The lawsuit refers several times to the Liberated Ethnic Studies Model Curriculum, which some authors of the banned first draft of the state’s model curriculum have repackaged into an alternative curriculum. Five years later, elements of the “liberated curriculum” are taught in the districts cited in the lawsuit and used in dozens of others. The Palestinian conflict with Israel is a theme of a liberated high school ethnic studies course, which characterizes Israelis as white and Israel as an oppressive settler colonialist nation.
Lerman said that rogue teachers who are violating districts’ rules for teaching controversial subjects or using biased “liberated” curricula that are fostering students’ prejudice.
“The view is that Israel is a demonic entity and should not have a right to exist,” she said, “and people who support Israel are also monsters and need to be shunned. The next thing you know, the kid next to you is being called Jew instead of by her name.”
Parents charge mistreatment
The lawsuit lays out ugly allegations of antisemitism:
At Los Angeles Unified’s Sherman Oaks Center for Enriched Studies, B.R., the son of Dawn and Michael Rosenfeld, was called a “shitcan Jew” and faced “Heil Hitler” salutes. Rather than disciplining the offending students, the school kept B.R. safe by moving him to a segregated space during lunch. Then, running track during physical education classes, “bullies yelled, ‘Let’s get the Jew,’ and beat him unconscious,” the lawsuit said. The school didn’t suspend any of the attackers, the lawsuit said.
In 2024, a third grader identified as “Student B” planned to sing a song by an Israeli Eurovision contestant at a talent show at Kester Elementary in Los Angeles. According to the lawsuit, a teaching assistant told her not to perform with the poster she had prepared that included a picture of the Israeli flag because “Israel is a racist apartheid state, and by supporting Israel, you are being racist.” The next year, Student B was the only child not accepted for the school talent show, the lawsuit said.
One week after the Oct. 7, 2023, massacre of 1,200 Jews in Israel, the art teacher at Berkeley High School of Ilana Pearlman’s ninth grade son, A.D., “boasted to the class about his latest artwork: an image of barbed wire fences in the shape of a Star of David 13 with a giant fist punching through it. A.D. was shocked “by the imagery, the lawsuit said. The next day, the teacher promoted a walkout to support Palestine, where there were “F--- the Jews” chants. Instead of addressing the antisemitism, administrators “banished him to the library and student health center” during the class, after Pearlman complained, the lawsuit said.
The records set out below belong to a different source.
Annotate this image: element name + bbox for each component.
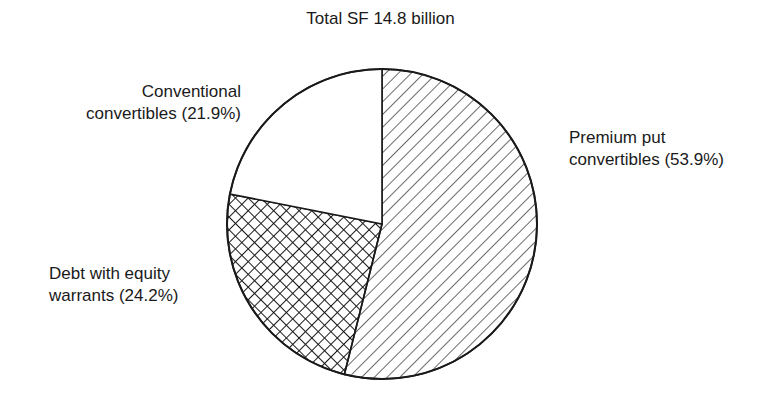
label-premium-put-convertibles: Premium put convertibles (53.9%) <box>569 127 724 171</box>
label-conventional-convertibles: Conventional convertibles (21.9%) <box>86 81 241 125</box>
pie-chart <box>0 0 761 414</box>
label-debt-with-equity-warrants: Debt with equity warrants (24.2%) <box>49 263 178 307</box>
pie-slices <box>227 69 537 379</box>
Escalating tensions after Oct. 7
Antisemitic incidents in California have been on the rise “at a shocking speed in recent years,” the lawsuit said, quoting Newsom, who noted that Jewish hate crimes made up 62.4% of all reported hate crimes attributable to religious bias in 2022.
Since Oct. 7, 2023, and the two-year Israeli army seizure of Gaza, during which tens of thousands of civilians and Hamas soldiers have perished, parents’ formal complaints against the districts have escalated.
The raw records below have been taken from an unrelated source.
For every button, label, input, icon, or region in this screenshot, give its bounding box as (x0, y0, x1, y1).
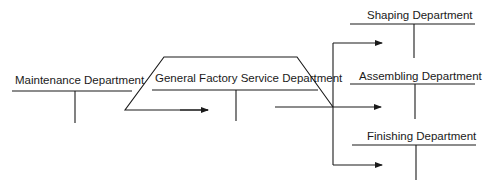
maintenance-department-account: Maintenance Department (12, 74, 145, 123)
shaping-department-label: Shaping Department (367, 9, 473, 21)
assembling-department-account: Assembling Department (350, 70, 483, 119)
cost-allocation-diagram: Maintenance Department General Factory S… (0, 0, 493, 189)
shaping-department-account: Shaping Department (350, 9, 475, 58)
finishing-department-label: Finishing Department (367, 130, 477, 142)
general-factory-service-account: General Factory Service Department (152, 72, 343, 121)
assembling-department-label: Assembling Department (359, 70, 483, 82)
maintenance-department-label: Maintenance Department (15, 74, 145, 86)
maintenance-allocation-flow (125, 43, 382, 165)
finishing-department-account: Finishing Department (352, 130, 477, 180)
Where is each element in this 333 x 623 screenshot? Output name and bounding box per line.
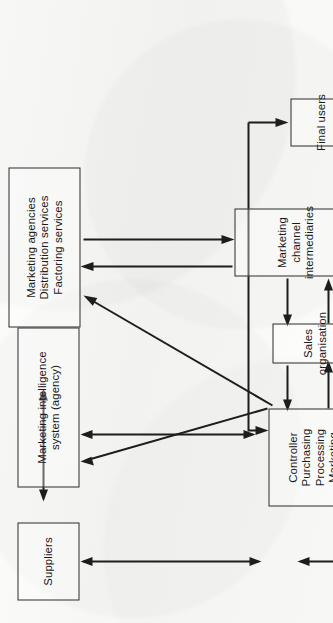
node-final-users[interactable]: Final users	[290, 98, 333, 146]
edge-controller-management-services	[297, 557, 333, 566]
node-controller-line-3: Marketing	[326, 432, 333, 483]
node-controller-line-2: Processing	[313, 428, 326, 485]
node-controller[interactable]: Controller Purchasing Processing Marketi…	[268, 408, 333, 506]
node-marketing-intelligence-system[interactable]: Marketing intelligence system (agency)	[17, 327, 79, 487]
node-marketing-agencies[interactable]: Marketing agencies Distribution services…	[8, 167, 80, 327]
node-final-users-line-0: Final users	[314, 94, 327, 151]
node-marketing-agencies-line-2: Factoring services	[51, 200, 64, 294]
node-marketing-channel-intermediaries[interactable]: Marketing channel intermediaries	[234, 208, 333, 276]
edge-controller-marketing-agencies-diagonal	[83, 295, 272, 405]
edge-feedback-bus-to-controller	[248, 122, 268, 435]
edge-suppliers-controller	[80, 557, 261, 566]
node-suppliers[interactable]: Suppliers	[17, 522, 79, 600]
edge-intermediaries-marketing-agencies	[80, 262, 232, 271]
node-marketing-channel-intermediaries-line-1: channel	[289, 222, 302, 263]
node-controller-line-1: Purchasing	[299, 428, 312, 486]
node-marketing-agencies-line-1: Distribution services	[37, 195, 50, 299]
node-marketing-intelligence-system-line-1: system (agency)	[48, 364, 61, 449]
node-marketing-channel-intermediaries-line-2: intermediaries	[302, 206, 315, 279]
node-marketing-agencies-line-0: Marketing agencies	[24, 197, 37, 298]
edge-controller-marketing-intelligence-system-diagonal	[80, 408, 267, 465]
node-sales-organisation[interactable]: Sales organisation	[272, 323, 333, 363]
edge-marketing-agencies-intermediaries	[83, 235, 234, 244]
node-controller-line-0: Controller	[286, 432, 299, 482]
node-sales-organisation-line-1: organisation	[315, 311, 328, 374]
node-marketing-intelligence-system-line-0: Marketing intelligence	[35, 351, 48, 463]
diagram-stage: Suppliers Marketing intelligence system …	[0, 0, 333, 623]
edge-sales-organisation-controller	[283, 365, 292, 411]
node-sales-organisation-line-0: Sales	[301, 329, 314, 358]
scanned-figure-page: Suppliers Marketing intelligence system …	[0, 0, 333, 623]
node-suppliers-line-0: Suppliers	[41, 537, 54, 585]
edge-feedback-bus-to-final-users	[248, 118, 288, 127]
node-marketing-channel-intermediaries-line-0: Marketing	[275, 217, 288, 268]
edge-intermediaries-sales-organisation	[283, 278, 292, 326]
The lawsuit said that districts have ignored or minimized the harm months after the 60-day statutory deadline for responding. There is a large backlog of appeals before the Department of Education.
A notable exception is a strong finding last month, in which the department ordered Oakland Unified’s board to discuss findings and actions taken to prevent antisemitism; principals to send letters to families addressing antisemitism at their specific schools; and schools to hold student assemblies on the Holocaust and the harm caused by antisemitic imagery.
Lerman said the center and parents can no longer wait for the state to act. “California is just chock-full of antidiscrimination statutes — probably the state with the most, and I’m proud of that as a Californian,” she said. “I’m not proud that we’re not enforcing them when it comes to antisemitism.”
There is a double standard, she said. “If this was another group — gay children or Black children or Native American children, the state would’ve found a way,” she said.